ACM-SIGDA

 

Nanotechnology: Opportunities and Challenges


Will Nanotechnology Change the Way We Design and Verify Systems?

Keynote Panel Discussion of ICCAD-2001

 

Introductory Remarks

Moderator: Andreas Kuehlman - Cadence Berkeley Labs, Berkeley, CA

 

Introductory Remarks by Panelists

Robert W. Dutton - Stanford Univ., Stanford, CA

Paul Franzon - North Carolina State Univ., Raleigh, NC

Seth C. Goldstein - Carnegie Mellon Univ., Pittsburgh, PA

Philip Kuekes - Hewlett-Packard Labs., Palo Alto, CA

Eric Parker - Zyvex, Richardson, TX

Thomas N. Theis - IBM Corp., TJ Watson Research Ctr., Yorktown Heights, NY

 

Panel Discussion

Moderator: Andreas Kuehlman - Cadence Berkeley Labs, Berkeley, CA

Abstract: During the past few decades advances in semiconductor technology have had only modest implications for the design and verification of integrated systems. While "deep-submicron" effects created new challenges for guaranteeing electrical integrity and necessitated the bundling of traditionally separated design steps such as logic synthesis and physical layout, the general integrated circuit design flow did not change. But what will happen when semiconductor technology hits the wall? Which of the currently futuristic nanotechnologies will step in and how will they change the way we design and verify systems? Will we just replace the implementation of the NAND-gate and D-flipflop and then do business as usual? Or do these technologies force us to abandon convenient hierarchical modeling of electrical, logical, and system levels? The panel will discuss the exciting opportunities of nanotechnologies and their implication for the design and verification of future systems.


DIRECTIONS
Which lines in the records below contain the word "pars"? Return each of them.

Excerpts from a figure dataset
::::::

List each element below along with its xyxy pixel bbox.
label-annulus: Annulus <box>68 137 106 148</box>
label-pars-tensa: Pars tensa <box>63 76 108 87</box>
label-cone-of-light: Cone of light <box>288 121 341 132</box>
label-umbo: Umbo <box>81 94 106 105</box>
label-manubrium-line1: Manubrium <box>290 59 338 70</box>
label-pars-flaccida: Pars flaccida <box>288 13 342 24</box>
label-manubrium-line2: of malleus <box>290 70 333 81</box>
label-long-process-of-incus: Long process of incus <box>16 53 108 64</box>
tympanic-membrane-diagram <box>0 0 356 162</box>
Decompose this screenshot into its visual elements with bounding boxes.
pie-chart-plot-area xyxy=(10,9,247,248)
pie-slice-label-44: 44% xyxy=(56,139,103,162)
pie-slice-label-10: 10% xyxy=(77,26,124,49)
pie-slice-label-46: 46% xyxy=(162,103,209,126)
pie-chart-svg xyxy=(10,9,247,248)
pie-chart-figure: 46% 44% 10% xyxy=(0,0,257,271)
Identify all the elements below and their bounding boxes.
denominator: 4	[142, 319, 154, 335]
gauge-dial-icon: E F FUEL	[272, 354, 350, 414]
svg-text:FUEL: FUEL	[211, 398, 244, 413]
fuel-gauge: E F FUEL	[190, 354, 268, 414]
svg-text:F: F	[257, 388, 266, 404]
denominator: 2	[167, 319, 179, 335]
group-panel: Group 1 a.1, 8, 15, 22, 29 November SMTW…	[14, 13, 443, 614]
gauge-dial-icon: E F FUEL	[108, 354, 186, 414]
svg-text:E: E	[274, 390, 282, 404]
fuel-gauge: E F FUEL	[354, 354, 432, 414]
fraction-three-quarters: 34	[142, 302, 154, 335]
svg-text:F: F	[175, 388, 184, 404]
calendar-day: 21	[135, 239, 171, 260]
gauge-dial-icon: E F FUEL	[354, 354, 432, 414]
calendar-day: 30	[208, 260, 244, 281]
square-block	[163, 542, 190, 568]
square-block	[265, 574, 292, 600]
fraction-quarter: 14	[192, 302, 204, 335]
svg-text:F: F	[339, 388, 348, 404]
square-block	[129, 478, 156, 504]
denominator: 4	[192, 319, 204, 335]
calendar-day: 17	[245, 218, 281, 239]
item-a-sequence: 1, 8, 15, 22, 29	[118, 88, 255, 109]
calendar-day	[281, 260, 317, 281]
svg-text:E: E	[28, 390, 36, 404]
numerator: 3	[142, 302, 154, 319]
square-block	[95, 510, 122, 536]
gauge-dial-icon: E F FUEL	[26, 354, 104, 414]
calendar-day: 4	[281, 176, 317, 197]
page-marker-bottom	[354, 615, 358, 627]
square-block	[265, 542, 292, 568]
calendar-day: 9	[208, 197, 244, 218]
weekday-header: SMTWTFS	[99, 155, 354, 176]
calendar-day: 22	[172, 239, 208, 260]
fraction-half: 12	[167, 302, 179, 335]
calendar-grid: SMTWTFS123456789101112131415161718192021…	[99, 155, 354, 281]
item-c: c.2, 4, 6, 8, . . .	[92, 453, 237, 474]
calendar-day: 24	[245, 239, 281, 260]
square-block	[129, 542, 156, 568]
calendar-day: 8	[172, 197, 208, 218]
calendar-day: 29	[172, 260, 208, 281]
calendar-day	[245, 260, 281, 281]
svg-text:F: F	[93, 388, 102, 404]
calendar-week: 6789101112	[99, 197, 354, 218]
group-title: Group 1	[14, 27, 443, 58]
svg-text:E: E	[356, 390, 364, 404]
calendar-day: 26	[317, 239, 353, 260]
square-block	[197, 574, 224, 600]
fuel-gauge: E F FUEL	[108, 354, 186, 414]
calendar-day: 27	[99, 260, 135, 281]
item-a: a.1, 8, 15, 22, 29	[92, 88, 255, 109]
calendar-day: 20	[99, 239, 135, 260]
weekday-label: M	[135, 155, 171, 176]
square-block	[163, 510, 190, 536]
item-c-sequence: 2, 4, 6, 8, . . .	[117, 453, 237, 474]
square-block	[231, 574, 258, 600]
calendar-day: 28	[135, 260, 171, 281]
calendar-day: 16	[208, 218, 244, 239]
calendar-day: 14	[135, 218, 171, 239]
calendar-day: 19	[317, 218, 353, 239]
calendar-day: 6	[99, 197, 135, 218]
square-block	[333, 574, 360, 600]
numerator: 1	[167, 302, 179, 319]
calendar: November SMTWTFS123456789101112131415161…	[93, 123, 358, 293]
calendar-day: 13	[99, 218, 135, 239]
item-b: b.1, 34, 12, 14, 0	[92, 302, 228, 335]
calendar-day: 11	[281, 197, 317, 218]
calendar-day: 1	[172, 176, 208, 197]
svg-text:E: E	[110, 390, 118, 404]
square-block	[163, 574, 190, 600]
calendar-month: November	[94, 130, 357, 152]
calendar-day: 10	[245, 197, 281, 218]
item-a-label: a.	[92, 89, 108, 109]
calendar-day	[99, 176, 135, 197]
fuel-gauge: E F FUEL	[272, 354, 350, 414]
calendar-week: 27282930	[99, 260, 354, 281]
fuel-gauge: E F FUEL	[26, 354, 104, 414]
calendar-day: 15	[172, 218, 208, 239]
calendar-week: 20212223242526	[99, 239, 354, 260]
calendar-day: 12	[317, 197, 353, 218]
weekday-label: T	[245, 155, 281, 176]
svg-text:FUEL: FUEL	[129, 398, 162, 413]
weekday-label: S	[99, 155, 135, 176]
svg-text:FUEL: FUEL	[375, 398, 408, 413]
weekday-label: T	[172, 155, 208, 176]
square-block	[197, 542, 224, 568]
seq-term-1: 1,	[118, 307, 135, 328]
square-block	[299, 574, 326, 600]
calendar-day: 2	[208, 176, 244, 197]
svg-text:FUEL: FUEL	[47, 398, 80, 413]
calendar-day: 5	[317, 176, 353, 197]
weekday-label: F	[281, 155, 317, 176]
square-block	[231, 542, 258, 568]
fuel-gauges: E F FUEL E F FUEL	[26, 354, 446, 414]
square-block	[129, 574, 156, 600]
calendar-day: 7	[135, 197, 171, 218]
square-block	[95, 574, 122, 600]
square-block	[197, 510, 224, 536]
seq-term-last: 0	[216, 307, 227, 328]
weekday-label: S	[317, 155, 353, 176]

::::::

OUTPUT FOR THIS EXERCISE
label-pars-tensa: Pars tensa <box>63 76 108 87</box>
label-pars-flaccida: Pars flaccida <box>288 13 342 24</box>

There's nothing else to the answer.